First foreign baby formula shipment set to arrive Sunday
Agriculture Secretary Tom Vilsack will be on hand to receive 132 pallets of formula produced by Switzerland’s Nestle S.A. set to arrive in Indianapolis, the White House said Saturday.
132 pallets, huh? Wow. That might cover one good sized city for… what? A month?
I guess it’s a good thing that Americans have stopped having babies, because apparently we can’t feed them ourselves anymore. But *of* *course,* we can provide for illegal invaders. Yes, we should feed those in detention. But… they should leave detention as quickly as possible. Preferably on aircraft flying directly to Tierra del Fuego or points south. In a time of crisis in the US – and even in good times – illegal aliens should be deported ASAP.
I’ve visited a number of WalMarts and grocery stores lately, and the “baby formula” aisles look about like the “toilet paper” aisles during early 2020.
It seems that the root cause of the baby formula shortage was *one* Abbott factory in Michigan shutting down due to contamination concerns back in February, and not yet back up and running. Why are things so concentrated that one single factory can control the fates of so many Americans? Shouldn’t this sort of thing have more localized and widely distributed production? That one factory could fail for any of a number of reasons, including but not limited to accidental fires, Mostly Peaceful Protests, the spiking price of gas shutting down transport to and/or from.
And as always, you can count on the far left extremists to take this situation and go absolutely whackaloon. Take, for example, this article from Vox:
The many, many costs of breastfeeding
It is basically a propaganda piece extolling the evils of breastfeeding, compared to the good and proper approach of formula-feeding. While some of the points are valid, it’s worth noting that the world “mother” never once appears in the article. Nor do “woman” or “women,” odd omissions given the subject of the article. The closest they come is “birthing parent.” Even then, that only appears in a single panel of a cartoon explaining that if a “birth parent” doesn’t want to breastfeed its infant, it shouldn’t have to, full stop. Because the needs of a dependent human are less important the the shallow desires of someone else. Which logic I’d be interested in seeing deployed against, say, dependent humans such as prisoners and welfare recipients. How about men who simply “don’t want to” pay child support or alimony? I just got hit with a massive property tax bill. I don’t want to pay it. Would Vox be equally as sanguine about my desire to not take care of the responsibilities that I willingly signed up for?
Storytime: an EMP weapon goes off a few hundred kilometers over the central US, shutting down virtually *all* production lines in a thousand-mile radius for a span of a year or so. Fill in the rest.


Whenever a line in the data holds the string "nerve", copy that line.

** Records provided follows **

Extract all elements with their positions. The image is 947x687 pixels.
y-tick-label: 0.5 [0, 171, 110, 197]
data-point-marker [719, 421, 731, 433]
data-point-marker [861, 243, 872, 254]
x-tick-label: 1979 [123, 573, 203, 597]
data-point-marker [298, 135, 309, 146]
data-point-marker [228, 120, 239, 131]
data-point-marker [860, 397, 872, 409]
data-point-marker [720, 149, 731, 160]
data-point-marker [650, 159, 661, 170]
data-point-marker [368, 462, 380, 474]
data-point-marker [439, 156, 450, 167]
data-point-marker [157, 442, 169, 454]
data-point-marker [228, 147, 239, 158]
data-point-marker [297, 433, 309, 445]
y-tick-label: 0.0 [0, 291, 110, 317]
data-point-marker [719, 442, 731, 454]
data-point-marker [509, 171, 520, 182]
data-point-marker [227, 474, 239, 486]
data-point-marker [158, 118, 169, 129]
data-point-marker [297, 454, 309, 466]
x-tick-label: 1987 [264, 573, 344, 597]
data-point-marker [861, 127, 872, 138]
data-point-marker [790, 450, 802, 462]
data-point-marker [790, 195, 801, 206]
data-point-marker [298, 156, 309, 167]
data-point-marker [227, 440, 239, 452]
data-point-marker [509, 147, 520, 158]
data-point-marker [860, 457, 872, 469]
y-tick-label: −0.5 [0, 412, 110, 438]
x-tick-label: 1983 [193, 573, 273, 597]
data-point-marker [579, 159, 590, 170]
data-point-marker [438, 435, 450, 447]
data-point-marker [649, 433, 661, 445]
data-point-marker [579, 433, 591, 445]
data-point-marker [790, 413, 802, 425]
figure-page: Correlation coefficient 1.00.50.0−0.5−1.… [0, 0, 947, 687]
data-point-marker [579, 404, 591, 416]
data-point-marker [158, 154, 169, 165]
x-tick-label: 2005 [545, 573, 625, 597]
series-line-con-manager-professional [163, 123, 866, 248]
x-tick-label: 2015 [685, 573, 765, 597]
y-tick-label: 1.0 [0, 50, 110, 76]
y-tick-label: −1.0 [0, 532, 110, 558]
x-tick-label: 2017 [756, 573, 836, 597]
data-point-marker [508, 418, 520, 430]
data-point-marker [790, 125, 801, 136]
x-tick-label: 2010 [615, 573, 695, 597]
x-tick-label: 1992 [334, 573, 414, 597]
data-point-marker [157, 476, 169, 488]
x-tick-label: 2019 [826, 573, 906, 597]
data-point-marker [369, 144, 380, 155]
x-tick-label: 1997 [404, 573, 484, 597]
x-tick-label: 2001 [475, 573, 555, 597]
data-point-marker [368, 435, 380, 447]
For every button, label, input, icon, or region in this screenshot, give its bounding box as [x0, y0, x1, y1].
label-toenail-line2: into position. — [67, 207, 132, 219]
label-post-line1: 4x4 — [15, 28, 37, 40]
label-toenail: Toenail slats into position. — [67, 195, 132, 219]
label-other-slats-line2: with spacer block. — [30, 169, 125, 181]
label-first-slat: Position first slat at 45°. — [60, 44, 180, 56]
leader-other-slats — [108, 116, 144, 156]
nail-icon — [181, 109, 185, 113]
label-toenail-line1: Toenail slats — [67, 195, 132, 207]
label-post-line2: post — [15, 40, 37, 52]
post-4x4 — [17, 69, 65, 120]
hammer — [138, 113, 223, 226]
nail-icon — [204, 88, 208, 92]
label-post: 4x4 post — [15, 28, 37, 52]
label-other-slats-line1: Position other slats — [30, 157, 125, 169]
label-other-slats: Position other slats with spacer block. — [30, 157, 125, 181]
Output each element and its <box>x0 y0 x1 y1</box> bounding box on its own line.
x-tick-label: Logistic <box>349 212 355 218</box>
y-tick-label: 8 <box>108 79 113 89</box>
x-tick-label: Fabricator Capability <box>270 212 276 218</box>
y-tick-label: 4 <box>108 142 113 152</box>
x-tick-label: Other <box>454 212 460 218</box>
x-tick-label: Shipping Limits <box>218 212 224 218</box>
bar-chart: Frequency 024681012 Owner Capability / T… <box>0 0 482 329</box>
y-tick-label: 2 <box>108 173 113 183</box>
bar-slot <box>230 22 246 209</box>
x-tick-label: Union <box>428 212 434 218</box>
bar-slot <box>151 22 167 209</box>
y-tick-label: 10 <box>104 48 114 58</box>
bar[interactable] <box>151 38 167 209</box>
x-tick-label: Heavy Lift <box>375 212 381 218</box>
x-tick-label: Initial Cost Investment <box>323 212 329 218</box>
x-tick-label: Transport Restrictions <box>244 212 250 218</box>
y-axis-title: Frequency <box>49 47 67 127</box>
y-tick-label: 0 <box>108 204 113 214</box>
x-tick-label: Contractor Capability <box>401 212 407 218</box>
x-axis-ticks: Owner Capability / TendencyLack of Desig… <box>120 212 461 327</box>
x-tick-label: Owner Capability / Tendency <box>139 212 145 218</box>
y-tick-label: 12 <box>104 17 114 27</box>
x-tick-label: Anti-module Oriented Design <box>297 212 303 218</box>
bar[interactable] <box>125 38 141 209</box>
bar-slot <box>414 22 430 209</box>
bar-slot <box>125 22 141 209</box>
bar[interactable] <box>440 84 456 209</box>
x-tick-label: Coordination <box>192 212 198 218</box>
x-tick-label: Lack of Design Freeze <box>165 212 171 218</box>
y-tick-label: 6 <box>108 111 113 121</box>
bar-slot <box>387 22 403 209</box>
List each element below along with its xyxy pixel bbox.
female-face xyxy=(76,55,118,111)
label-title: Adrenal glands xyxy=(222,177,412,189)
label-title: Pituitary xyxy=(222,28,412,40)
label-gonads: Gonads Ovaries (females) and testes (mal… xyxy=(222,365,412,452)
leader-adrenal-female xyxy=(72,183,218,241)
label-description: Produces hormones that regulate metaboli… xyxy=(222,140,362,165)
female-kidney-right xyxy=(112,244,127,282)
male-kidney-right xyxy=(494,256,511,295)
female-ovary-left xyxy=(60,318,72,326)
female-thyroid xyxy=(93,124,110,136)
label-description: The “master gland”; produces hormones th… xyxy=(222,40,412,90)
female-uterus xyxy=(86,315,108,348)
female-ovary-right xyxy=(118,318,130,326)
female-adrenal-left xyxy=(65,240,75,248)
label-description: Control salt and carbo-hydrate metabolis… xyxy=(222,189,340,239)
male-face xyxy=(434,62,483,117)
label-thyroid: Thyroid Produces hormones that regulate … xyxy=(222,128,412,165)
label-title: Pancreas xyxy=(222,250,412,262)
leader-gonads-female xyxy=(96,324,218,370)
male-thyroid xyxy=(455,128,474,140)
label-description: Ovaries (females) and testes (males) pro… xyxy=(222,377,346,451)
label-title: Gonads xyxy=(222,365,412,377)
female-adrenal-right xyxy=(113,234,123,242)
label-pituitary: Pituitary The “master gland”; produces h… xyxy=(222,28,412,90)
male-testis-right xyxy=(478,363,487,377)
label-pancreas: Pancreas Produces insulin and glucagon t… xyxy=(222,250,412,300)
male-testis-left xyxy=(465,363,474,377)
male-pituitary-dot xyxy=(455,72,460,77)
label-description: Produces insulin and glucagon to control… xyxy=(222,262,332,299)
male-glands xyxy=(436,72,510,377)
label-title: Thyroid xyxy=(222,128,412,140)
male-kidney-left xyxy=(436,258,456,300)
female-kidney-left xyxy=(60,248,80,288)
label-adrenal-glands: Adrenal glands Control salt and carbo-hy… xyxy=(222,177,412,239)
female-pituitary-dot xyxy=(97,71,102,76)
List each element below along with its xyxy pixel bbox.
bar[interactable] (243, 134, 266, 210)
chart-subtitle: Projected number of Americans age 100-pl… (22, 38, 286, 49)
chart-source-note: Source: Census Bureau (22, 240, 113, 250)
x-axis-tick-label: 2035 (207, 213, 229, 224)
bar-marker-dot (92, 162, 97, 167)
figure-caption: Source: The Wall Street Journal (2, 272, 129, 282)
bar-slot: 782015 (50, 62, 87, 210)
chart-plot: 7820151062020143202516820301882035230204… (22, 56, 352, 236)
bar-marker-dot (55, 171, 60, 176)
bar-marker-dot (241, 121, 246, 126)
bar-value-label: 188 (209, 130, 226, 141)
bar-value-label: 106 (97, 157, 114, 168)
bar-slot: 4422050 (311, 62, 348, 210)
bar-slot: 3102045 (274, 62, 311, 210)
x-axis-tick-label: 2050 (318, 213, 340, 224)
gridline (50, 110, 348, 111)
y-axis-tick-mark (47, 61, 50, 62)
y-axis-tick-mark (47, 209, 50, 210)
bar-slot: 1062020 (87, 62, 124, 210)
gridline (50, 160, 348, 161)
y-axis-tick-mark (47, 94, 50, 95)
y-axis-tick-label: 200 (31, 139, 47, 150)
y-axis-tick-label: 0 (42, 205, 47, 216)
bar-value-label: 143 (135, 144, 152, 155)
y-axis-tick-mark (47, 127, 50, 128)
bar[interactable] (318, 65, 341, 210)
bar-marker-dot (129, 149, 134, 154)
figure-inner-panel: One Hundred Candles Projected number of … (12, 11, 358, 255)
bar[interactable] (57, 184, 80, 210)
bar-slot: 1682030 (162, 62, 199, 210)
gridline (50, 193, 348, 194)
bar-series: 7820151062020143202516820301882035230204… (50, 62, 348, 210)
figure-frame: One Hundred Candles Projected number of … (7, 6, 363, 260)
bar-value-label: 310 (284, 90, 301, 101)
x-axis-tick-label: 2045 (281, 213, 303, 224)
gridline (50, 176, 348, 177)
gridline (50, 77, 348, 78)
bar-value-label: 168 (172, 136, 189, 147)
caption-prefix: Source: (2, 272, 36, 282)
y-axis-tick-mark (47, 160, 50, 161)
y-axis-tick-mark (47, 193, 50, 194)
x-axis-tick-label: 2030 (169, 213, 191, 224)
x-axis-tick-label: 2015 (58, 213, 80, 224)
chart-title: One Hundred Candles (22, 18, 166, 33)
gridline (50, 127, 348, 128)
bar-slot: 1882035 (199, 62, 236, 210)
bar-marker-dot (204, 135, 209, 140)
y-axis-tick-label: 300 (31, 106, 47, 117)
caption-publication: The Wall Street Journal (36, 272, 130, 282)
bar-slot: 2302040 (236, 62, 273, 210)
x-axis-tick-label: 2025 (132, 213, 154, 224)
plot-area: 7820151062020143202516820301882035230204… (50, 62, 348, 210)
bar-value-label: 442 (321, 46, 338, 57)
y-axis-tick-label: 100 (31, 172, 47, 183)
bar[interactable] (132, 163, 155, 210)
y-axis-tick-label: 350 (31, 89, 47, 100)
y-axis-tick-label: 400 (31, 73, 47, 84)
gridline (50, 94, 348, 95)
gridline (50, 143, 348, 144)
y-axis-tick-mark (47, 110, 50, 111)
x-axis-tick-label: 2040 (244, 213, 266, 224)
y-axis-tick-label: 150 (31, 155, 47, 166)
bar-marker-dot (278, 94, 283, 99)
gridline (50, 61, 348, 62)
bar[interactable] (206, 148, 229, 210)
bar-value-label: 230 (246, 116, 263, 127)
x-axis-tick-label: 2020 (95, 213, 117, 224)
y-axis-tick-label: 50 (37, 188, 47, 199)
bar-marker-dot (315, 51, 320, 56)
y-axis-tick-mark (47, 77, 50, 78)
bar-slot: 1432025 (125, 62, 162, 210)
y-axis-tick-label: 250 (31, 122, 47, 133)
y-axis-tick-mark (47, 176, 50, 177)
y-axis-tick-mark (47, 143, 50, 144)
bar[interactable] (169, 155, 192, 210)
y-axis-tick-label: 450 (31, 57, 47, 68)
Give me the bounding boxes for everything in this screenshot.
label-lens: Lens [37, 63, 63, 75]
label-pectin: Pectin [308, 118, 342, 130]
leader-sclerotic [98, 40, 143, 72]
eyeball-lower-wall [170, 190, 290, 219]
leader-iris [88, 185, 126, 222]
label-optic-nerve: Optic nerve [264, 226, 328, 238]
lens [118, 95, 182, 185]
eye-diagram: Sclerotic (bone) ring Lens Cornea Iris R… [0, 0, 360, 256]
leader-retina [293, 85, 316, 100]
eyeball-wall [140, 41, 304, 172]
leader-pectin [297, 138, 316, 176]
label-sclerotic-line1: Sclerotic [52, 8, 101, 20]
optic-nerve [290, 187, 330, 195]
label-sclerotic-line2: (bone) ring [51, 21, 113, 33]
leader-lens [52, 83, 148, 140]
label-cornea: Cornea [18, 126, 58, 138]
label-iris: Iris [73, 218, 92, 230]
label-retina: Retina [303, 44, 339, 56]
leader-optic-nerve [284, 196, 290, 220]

** End of Records provided **

* **Reply to the task**
label-optic-nerve: Optic nerve [264, 226, 328, 238]
optic-nerve [290, 187, 330, 195]
leader-optic-nerve [284, 196, 290, 220]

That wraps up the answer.